As the losing continues, so does the interest in the team. And if the Bears continue to stick to the status quo, deny transparency, and continue to misfire on player and even coaching evaluation, the downward trend will continue. The Bears need to make changes, but by keeping John Fox through the season, watching Dowell Loggains hold back Mitchell Trubisky’s development through unimaginative play-calling, and seeing draft picks and former players continue to fall out of the league or find success on other teams, what is there to watch?

The Bears offer their fans no enjoyment on Sunday afternoons. And if you think the fans are apathetic towards their team, it seems as though former Bears’ Director of College Scouting Greg Gabriel thinks the players are too.

The Bears don’t care, so why should you? If they fired John Fox and or Dowell Loggains, it would start a fire under everyone else in Halas Hall, telling them ‘this is not acceptable.’ Gabriel talked about this today on the Bernstein and Goff Show. But with the continued miscues and lack of communication with the fan base about the team’s direction, Bears fans have no reason to stick by the team if the team doesn’t offer them any incentive to do so.

Since the firing of Lovie Smith in 2012, the Bears will have had seven straight seasons of .500 football or worse. Fans are taking notice. Just look at the tweets below populated on Sports Mockery’s website this weekend.

From Emery to Trestman, to Pace to Fox, nobody is safe from blame. If the Cleveland Browns did not exist, the Chicago Bears, THE CHARTER FRANCHISE, would be the worst team in football over the last seven years, more importantly for the last four season, totaling 17 wins over that span as of Week 13 of the 2017 season.

Since the Bears won the Super Bowl in 1985, the seven-year playoff drought is their longest absence in over 30 years. How is that acceptable?

At the end of the season, when George McCasky holds his press conference and says at the podium that ‘mother is pissed,’ is that supposed to rile up Bears fans? He said that last time, when the Bears let go Marc Trestman, but they seemed to not learn from their mistakes in hiring John Fox.

It is not the anger of his mother Virginia McCasky that George should be scared of; it is the anger of the Bears fans, his paying customers that he should be worried about.

The Bears buzz in this city is at an all-time low. People simply don’t care like they used to. Bears games used to always be appointment TV, and it is getting very hard to make it so. The Bears continue to stunt young players development, coupled with an off-message head coach and general manager and a product that really isn’t worth anyone’s time. Even long-time Bears’ fan and NFL reporter Hub Arkush cannot take it anymore.

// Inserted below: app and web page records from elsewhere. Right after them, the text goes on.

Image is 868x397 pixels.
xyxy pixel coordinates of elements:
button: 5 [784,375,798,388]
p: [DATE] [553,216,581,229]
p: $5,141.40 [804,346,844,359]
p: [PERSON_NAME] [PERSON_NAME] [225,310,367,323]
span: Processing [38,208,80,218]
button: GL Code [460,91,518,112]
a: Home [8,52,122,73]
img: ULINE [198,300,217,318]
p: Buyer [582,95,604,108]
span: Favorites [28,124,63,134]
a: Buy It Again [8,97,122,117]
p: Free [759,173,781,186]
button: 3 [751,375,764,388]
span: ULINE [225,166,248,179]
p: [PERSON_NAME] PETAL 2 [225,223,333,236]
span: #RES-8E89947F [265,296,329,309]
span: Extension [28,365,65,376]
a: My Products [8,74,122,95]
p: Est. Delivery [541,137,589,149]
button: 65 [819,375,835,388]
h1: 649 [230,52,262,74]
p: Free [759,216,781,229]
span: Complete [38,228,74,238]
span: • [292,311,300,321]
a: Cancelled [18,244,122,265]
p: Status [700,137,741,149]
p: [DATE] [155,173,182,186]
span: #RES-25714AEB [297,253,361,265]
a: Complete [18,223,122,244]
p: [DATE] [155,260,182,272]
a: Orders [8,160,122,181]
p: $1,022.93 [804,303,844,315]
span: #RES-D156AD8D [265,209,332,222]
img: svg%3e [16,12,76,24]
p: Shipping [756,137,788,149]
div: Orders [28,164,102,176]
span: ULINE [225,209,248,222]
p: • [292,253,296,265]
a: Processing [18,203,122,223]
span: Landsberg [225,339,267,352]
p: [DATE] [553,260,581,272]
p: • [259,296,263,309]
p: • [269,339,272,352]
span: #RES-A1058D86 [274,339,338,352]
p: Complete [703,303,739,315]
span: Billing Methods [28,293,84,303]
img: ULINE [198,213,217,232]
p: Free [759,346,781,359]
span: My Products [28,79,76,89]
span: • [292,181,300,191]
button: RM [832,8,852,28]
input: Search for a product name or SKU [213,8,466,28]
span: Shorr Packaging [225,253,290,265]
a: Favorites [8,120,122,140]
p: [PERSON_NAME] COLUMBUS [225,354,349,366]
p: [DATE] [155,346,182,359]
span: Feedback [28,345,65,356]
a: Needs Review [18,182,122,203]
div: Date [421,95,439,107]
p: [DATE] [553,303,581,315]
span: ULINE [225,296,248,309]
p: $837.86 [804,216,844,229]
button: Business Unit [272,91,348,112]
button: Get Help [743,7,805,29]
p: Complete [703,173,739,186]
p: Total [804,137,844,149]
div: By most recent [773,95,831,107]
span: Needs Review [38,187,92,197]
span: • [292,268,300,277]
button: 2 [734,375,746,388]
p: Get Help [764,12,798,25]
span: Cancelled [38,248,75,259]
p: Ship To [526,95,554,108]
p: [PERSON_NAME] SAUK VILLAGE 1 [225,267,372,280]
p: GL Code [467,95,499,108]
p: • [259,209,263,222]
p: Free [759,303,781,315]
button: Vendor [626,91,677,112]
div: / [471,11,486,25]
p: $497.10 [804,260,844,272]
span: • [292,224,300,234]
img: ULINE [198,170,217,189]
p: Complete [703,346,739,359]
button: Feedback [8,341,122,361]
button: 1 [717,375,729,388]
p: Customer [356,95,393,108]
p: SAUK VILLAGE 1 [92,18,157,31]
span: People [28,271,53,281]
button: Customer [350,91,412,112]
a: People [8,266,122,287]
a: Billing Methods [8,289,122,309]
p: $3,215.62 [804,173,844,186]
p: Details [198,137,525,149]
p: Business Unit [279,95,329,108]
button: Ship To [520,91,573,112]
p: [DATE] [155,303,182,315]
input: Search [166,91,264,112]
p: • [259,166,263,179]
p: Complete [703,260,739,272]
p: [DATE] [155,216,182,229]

And coming home after the game yesterday, seeing teams score with ease on the Red Zone channel, or watching Carson Wentz make miraculous throws from one knee, it really shows just how far the Bears are from competing at the NFL level. As fans continue to watch the Bears, and then watch the rest of the league, they will continue to turn off the Bears game and focus on the Red Zone channel, as they care more about their fantasy team then the one that plays on the Lakefront.

Apathy is a very scary thing, and the Bears need to take notice before losing a generation of fans who are hungry for football, but who can’t find any resemblance of it in their own Chicago team.